Types of Green Crime – Nigel South (2008) classifies green crimes into two distinct types, primary and secondary.

Primary green crimes are those crimes which constitute harm inflicted on the environment (and, by extension, those that inflict harm on people because of damage to the environment – our classic ‘environmental victims’ who suffer health or other problems when the land, water or air they interact with is polluted, damaged or destroyed).

There are four main categories of primary green crimes – Crimes of air pollution, Crimes of deforestation, Crimes of species decline and animal rights, Crimes of water pollution.

Secondary, or “symbiotic green crime is crime that grows out of the flouting of rules that seek to regulate environmental disasters” (Carrabine et al. 2004: 318). South provides two examples of secondary crime: State violence against oppositional groups’, ‘hazardous waste and organised crime’

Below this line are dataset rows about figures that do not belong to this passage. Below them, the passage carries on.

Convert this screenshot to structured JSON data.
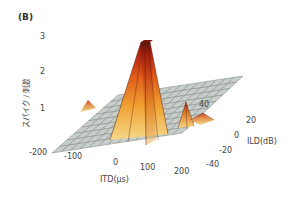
{
  "panel_label": "(B)",
  "chart_data": {
    "type": "surface3d",
    "title": "",
    "xlabel": "ITD(μs)",
    "ylabel": "ILD(dB)",
    "zlabel": "スパイク / 刺激",
    "x_ticks": [
      "-200",
      "-100",
      "0",
      "100",
      "200"
    ],
    "y_ticks": [
      "40",
      "20",
      "0",
      "-20",
      "-40"
    ],
    "z_ticks": [
      "1",
      "2",
      "3"
    ],
    "xlim": [
      -200,
      200
    ],
    "ylim": [
      -40,
      40
    ],
    "zlim": [
      0,
      3
    ],
    "peaks": [
      {
        "itd": 50,
        "ild": 10,
        "z": 2.9,
        "label": "main peak"
      },
      {
        "itd": 180,
        "ild": 20,
        "z": 1.3
      },
      {
        "itd": 200,
        "ild": 0,
        "z": 0.6
      },
      {
        "itd": -140,
        "ild": 30,
        "z": 0.5
      }
    ],
    "colormap": [
      "#f5d98a",
      "#f0a030",
      "#e05a1a",
      "#b01e10",
      "#6e1a10"
    ],
    "surface_color": "#c8cfcb",
    "grid": true
  }
}
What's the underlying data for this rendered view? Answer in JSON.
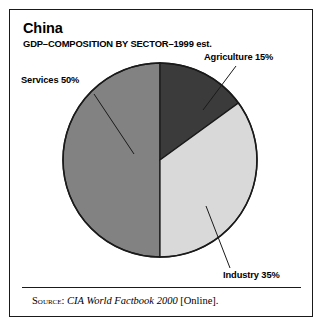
{
  "figure": {
    "title": "China",
    "subtitle": "GDP–COMPOSITION BY SECTOR–1999 est.",
    "source": {
      "label": "Source:",
      "work": "CIA World Factbook 2000",
      "suffix": "[Online]."
    }
  },
  "chart_data": {
    "type": "pie",
    "title": "China",
    "subtitle": "GDP–COMPOSITION BY SECTOR–1999 est.",
    "categories": [
      "Agriculture",
      "Industry",
      "Services"
    ],
    "values": [
      15,
      35,
      50
    ],
    "unit": "%",
    "start_angle_deg": 0,
    "direction": "clockwise",
    "legend": "none",
    "grid": false,
    "labels": [
      {
        "name": "agriculture",
        "text": "Agriculture 15%",
        "value": 15,
        "color": "#3b3b3b"
      },
      {
        "name": "industry",
        "text": "Industry 35%",
        "value": 35,
        "color": "#d9d9d9"
      },
      {
        "name": "services",
        "text": "Services 50%",
        "value": 50,
        "color": "#828282"
      }
    ],
    "colors": {
      "agriculture": "#3b3b3b",
      "industry": "#d9d9d9",
      "services": "#828282",
      "outline": "#1a1a1a",
      "background": "#ffffff"
    }
  }
}
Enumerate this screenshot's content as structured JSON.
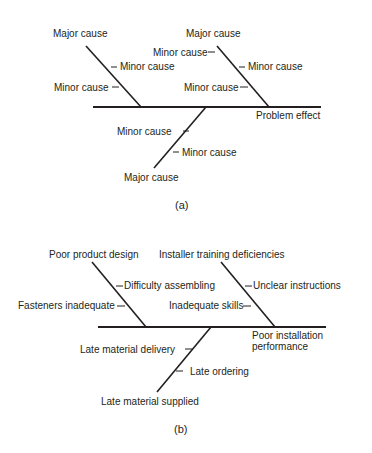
{
  "diagram_a": {
    "caption": "(a)",
    "effect": "Problem effect",
    "branches": [
      {
        "major": "Major cause",
        "minors": [
          "Minor cause",
          "Minor cause"
        ]
      },
      {
        "major": "Major cause",
        "minors": [
          "Minor cause",
          "Minor cause",
          "Minor cause"
        ]
      },
      {
        "major": "Major cause",
        "minors": [
          "Minor cause",
          "Minor cause"
        ]
      }
    ]
  },
  "diagram_b": {
    "caption": "(b)",
    "effect_line1": "Poor installation",
    "effect_line2": "performance",
    "branches": [
      {
        "major": "Poor product design",
        "minors": [
          "Difficulty assembling",
          "Fasteners inadequate"
        ]
      },
      {
        "major": "Installer training deficiencies",
        "minors": [
          "Unclear instructions",
          "Inadequate skills"
        ]
      },
      {
        "major": "Late material supplied",
        "minors": [
          "Late material delivery",
          "Late ordering"
        ]
      }
    ]
  },
  "colors": {
    "ink": "#231f20",
    "background": "#ffffff"
  }
}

Criminology – Disagreements over the concept of Green Crime

Criminologists disagree over the appropriate subject matter of ‘green criminology’.

Traditional criminology argues that ‘green crime’ should be defined in a narrow sense – thus ‘green crime’ is defined as any activity which breaches a law which protects the environment.

Green criminology, on the other hand, argues that criminologists should study environmental harms whether or not there is legislation in place and whether or not criminal or other laws are actually broken. Green Criminology takes an ecocentric (environment centred) approach to crime, and criticises traditional criminology for being too anthropocentric (human- centred).

White’s (2008) three important principles of green criminology – based on environmental rights and environmental justice; it’s ecocentric – rather than based on human domination over nature; It should include Animal rights and species justice

Green Criminology is thus a type of ‘transgressive criminology’ – it breaks the boundaries of traditional criminology and focuses on the concept of ‘harm’ rather than the concept of ‘crime’.

Advantages of a green criminological perspective – Green Criminology thus follows in the footsteps of radical or critical criminology – Marxism and Interactionism. It is more interested in the question of why some harmful acts (pollution) are not labelled as criminal, while other less- harmful acts are.

Problems with Green Criminology is that its subject matter is not clearly defined – where do we draw the line about what constitutes harming the environment? Where does it all end, and who decides?

Key Term – ‘Zemiology’ – the study of social harms. Green Criminology is Zemiological.

The Late Modern Perspective on Green Crime – Ulrich Beck (1992) The Risk Society

Beck explains green crime/environmental damage as part ‘the risk society’, whereby modern industrial societies create many new risks – largely manufactured through modern technologies – that were unknown in earlier days.

New technologies are generating risks that are of a quite different order from those found throughout earlier human history.

The most obvious type of ‘new risky technology’ is that of nuclear power, which generates small, but hugely toxic (radioactive) forms of waste which stay radioactive for thousands of years.

Ulrich Beck’s (1986) argument is that environmental problems are truly global – he argues that ‘Smog is democratic’, which suggests that traditional social divisions — class, ethnicity and gender — may be relatively unimportant when considering the impact of many environmental problems.

The future demands innovative political responses to the new environmental challenges we face. Beck doesn’t offer any solutions to how we might tackle green crime, he just points out that the emergence of the problem is new, and that it’s going to be difficult to tackle it in an uncertain, postmodern age.

A broadly Green Criminological/ Marxist Perspective on Green Crime

According to Marxists, the single biggest cause of Environmental Crimes according to Marxists (and most of the Green Movement) is Industrial Capitalism

Given that the primary aim of most governments is achieving economic growth, and the means whereby we achieve this is through producing and consuming stuff, Marxists would not expect any significant global agreement safeguarding the environment until Capitalism is either eradicated or severely controlled. As it stands, companies are all too often given the green light by governments to extract and pollute.

Marxists offer an alternative analysis of the consequences of Green Crime to that of Ulrich Beck. Marxists argue that current social divisions are actually reinforced in the face of environmental harms, with poor people bearing the brunt of harms.

An important part of a Marxist analysis of green crime is to explore who the victims of green crime are, and the victims of pollution tend to be the poorest in society. We have already explored things like the Bhopal Tragedy and the many victims in the developing world of Corporate extraction, but another interesting line of analysis here is that of ‘eco-racism’

Sources

I used two text books to put the first half of this together – Chapman and Webb, the last two points I mainly made up myself!

3 thoughts on “Green Criminology and Green Crime – Revision Notes”

  1. I guess traditional criminologists would be critical because green criminologists focus on ‘harm’s that aren’t technically criminal.